High costs may deter even insured cancer survivors from accessing follow-up care, according to new research from the Medical College of Georgia. This study was published in Cancer Medicine.
For this analysis, the researchers evaluated 5,426 patients with a history of cancer from the National Institutes of Health’s “All of Us” Research Program. Patient demographic factors and personal characteristics, medical history, healthcare use, and access to care were assessed.
Most of the cohort (88.2%) were non-Hispanic white; 3.9% of patients were Black, African American, or African; 1.3% were Asian; 4.1% were Hispanic, Latino, or Spanish; and 1.2% reported more than one race. Around one-half of patients reported an annual income of ≥$75,000, and the majority of patients (71.7%) had at least a bachelor’s degree. Regarding insurance coverage, 47.0% had private insurance, 41.0% were receiving Medicare, 6.0% had Medicaid, and the remaining participants were either uninsured or received military, Veterans Affairs, or other insurance.
Most patients (93.5%) had visited a general physician and 83.4% had visited a specialist within 12 months. Around one-tenth of patients (9.7%) reported their insurance not being accepted by a health care provider or doctor’s office within the past 12 months, and 2.2% reported having no place that they “usually go” when they are sick or have medical questions.
Out-of-Pocket Costs Lead to Delayed Care
Having to pay out-of-pocket costs for some or all of their procedures was one of the common reasons for delaying care within the last year. Other frequently cited reasons for delays in care included high deductibles, high copays, inability to get time off work, or feeling nervous about seeing a health care provider.
“Health disparities are pervasive, people across the country struggle to make ends meet and to afford their survivorship care,” said Steven S. Coughlin, PhD, interim chief of Epidemiology at the Medical College of Georgia, in a press release.
A small subset of patients (3.4% to 10.0%) reported experiencing a time within the past year where they needed a prescription, physician, specialist, or follow-up care and did not receive this care because they could not afford it.
“Some people have lifelong commitments because of the investment they had to make to pay for their treatment, so now they are cured but they are in debt, they may have lost their job, there may be strains that developed in their personal and family relationships. Assessment and management of all these aspects of the patient as a whole have been incorporated into this science of survivorship, which is an integral part of cancer care nowadays,” said co-author Jorge E. Cortes, MD, director of the Georgia Cancer Center.
Disparities in Survivorship Care Persist
According to the study authors, a major limitation of the study is that it is not population-based and that most participants had higher education and health insurance. It is likely that rates of delays due to high costs “are much higher among cancer survivors in the general population, and particularly among minorities and other populations suffering significant health disparities in general,” wrote the authors.
“There are subgroups of the population who are at higher risk for poor access, for financial hardship and for cancer in the first place,” said Dr. Coughlin. “Those are the individuals we are particularly worried about.”
He continues, “You can imagine that if you go to these populations that are still grossly under-represented in many of these types of surveys, such as African Americans, Hispanics, and individuals who live in more rural communities, these problems are probably magnified tenfold if not more.”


Prompt
For every line in the material, output its text exactly and exclude any image it holds.

::::

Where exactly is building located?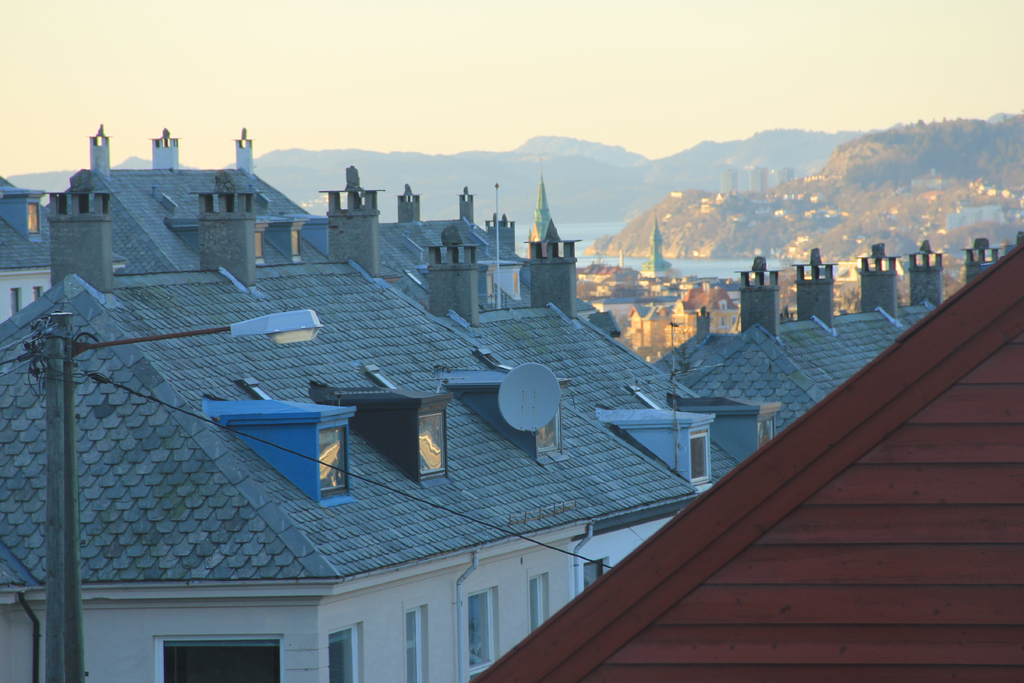
Its bounding box is bbox=(889, 208, 900, 217).
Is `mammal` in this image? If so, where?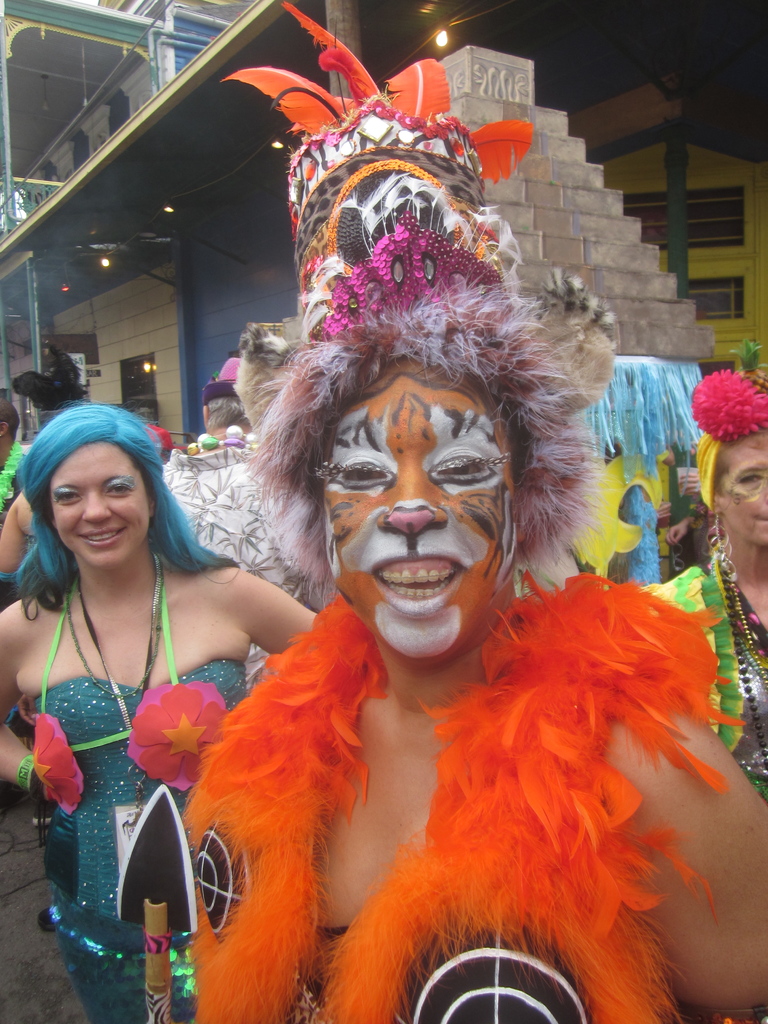
Yes, at rect(0, 401, 33, 518).
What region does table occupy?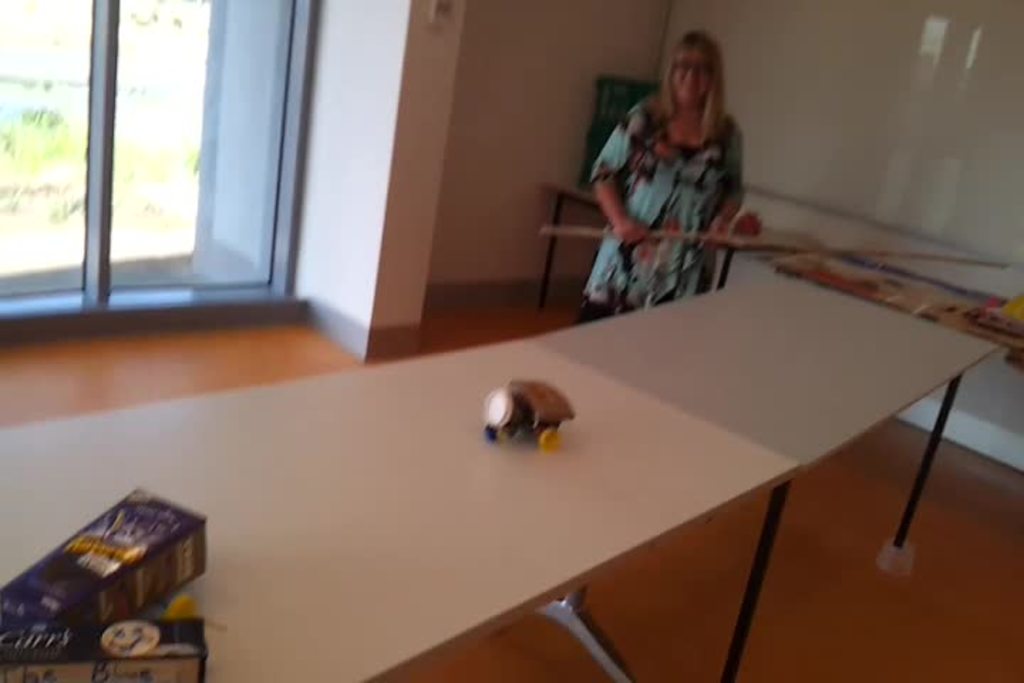
(0, 266, 1000, 682).
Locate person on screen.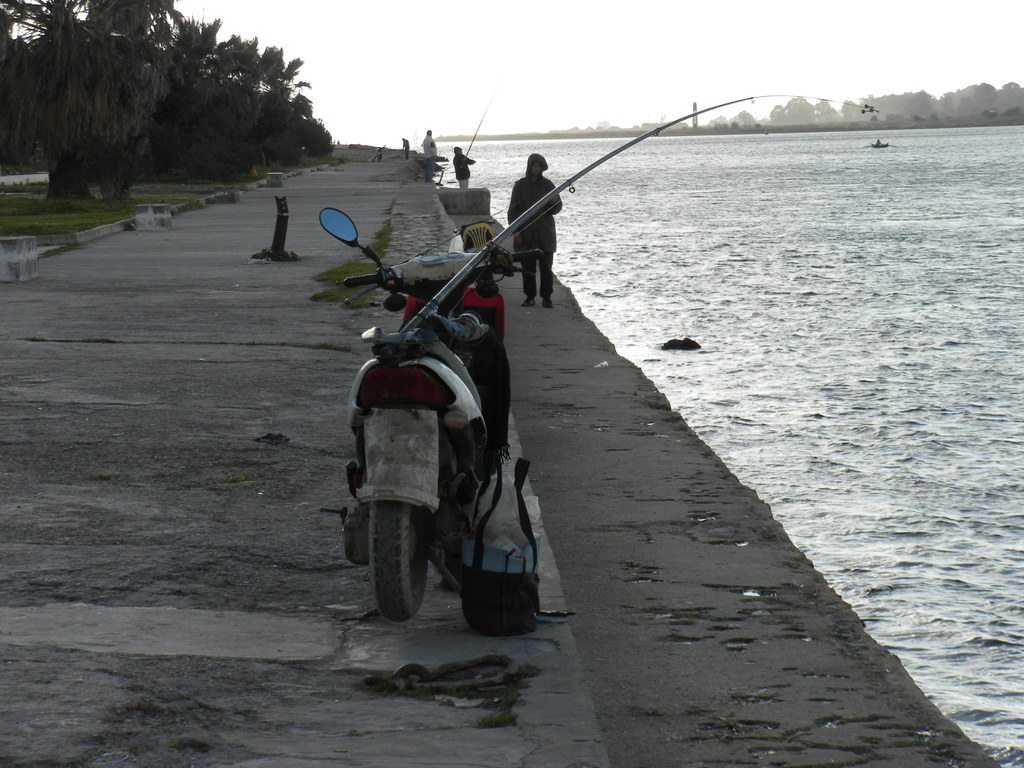
On screen at crop(420, 129, 437, 184).
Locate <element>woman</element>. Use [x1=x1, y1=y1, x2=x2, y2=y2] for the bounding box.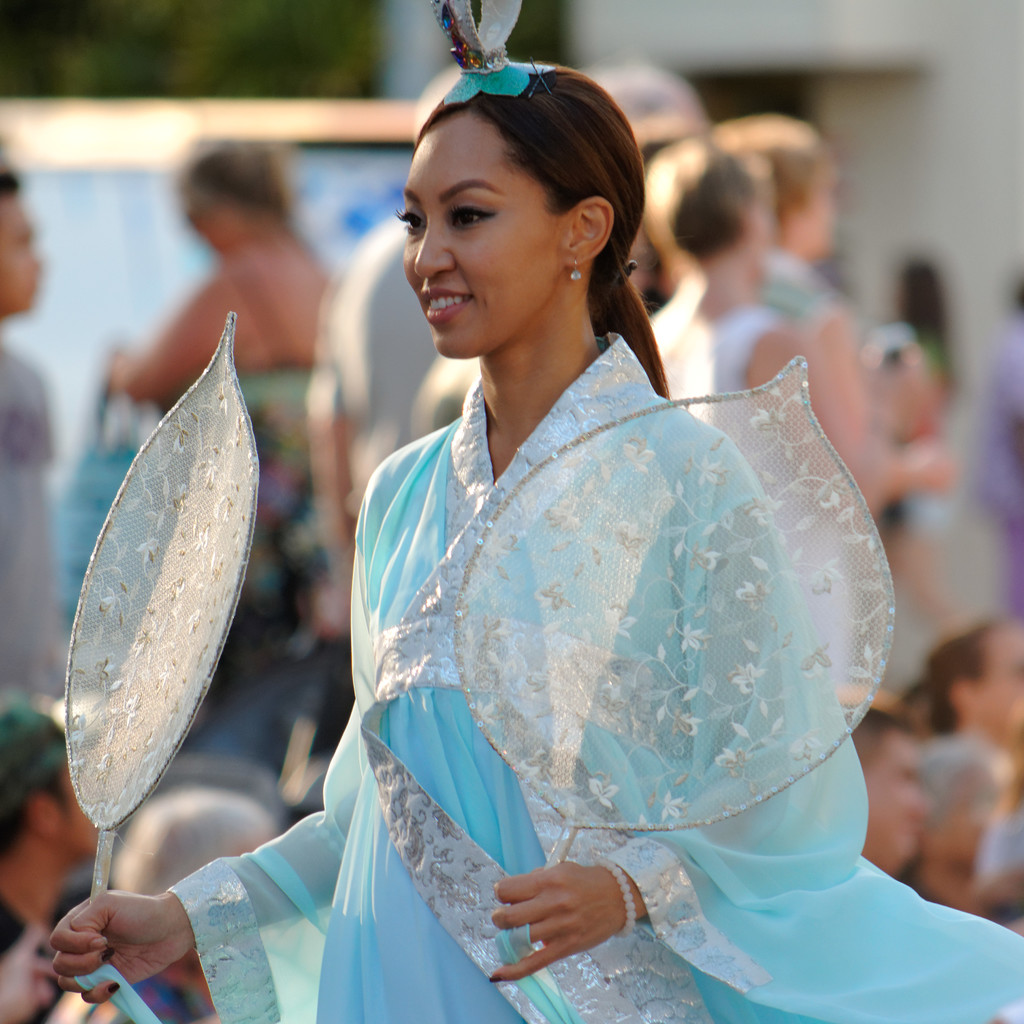
[x1=906, y1=617, x2=1023, y2=760].
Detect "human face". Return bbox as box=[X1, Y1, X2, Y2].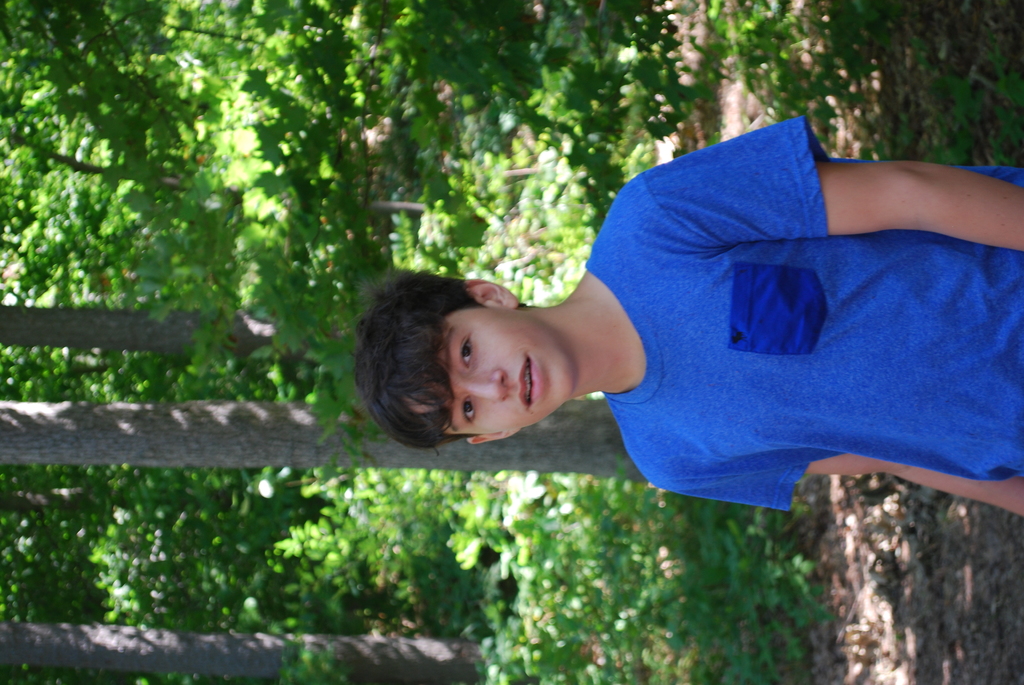
box=[410, 306, 567, 439].
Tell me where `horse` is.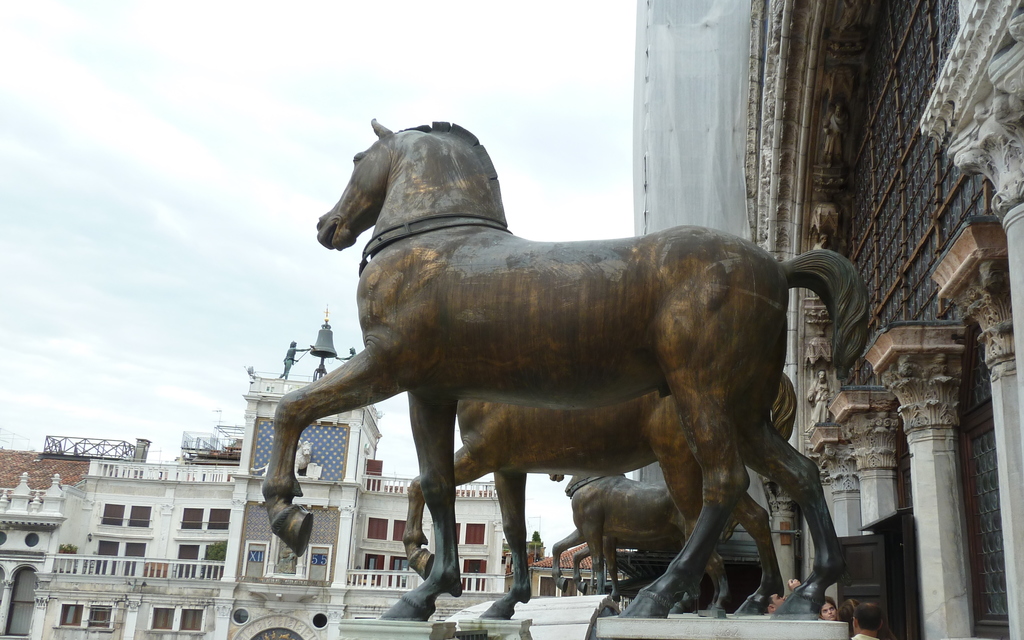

::::

Written solution
Where exactly is building located?
Its bounding box is bbox=(889, 208, 900, 217).
Is `mammal` in this image? If so, where?
Yes, at rect(0, 401, 33, 518).
What region does table occupy?
(0, 266, 1000, 682).
Locate person on screen.
On screen at crop(420, 129, 437, 184).
Locate <element>woman</element>. Use [x1=x1, y1=y1, x2=x2, y2=y2] for the bounding box.
[x1=906, y1=617, x2=1023, y2=760].
Detect "human face". Return bbox as box=[X1, Y1, X2, Y2].
box=[410, 306, 567, 439].
Tell me where `horse` is.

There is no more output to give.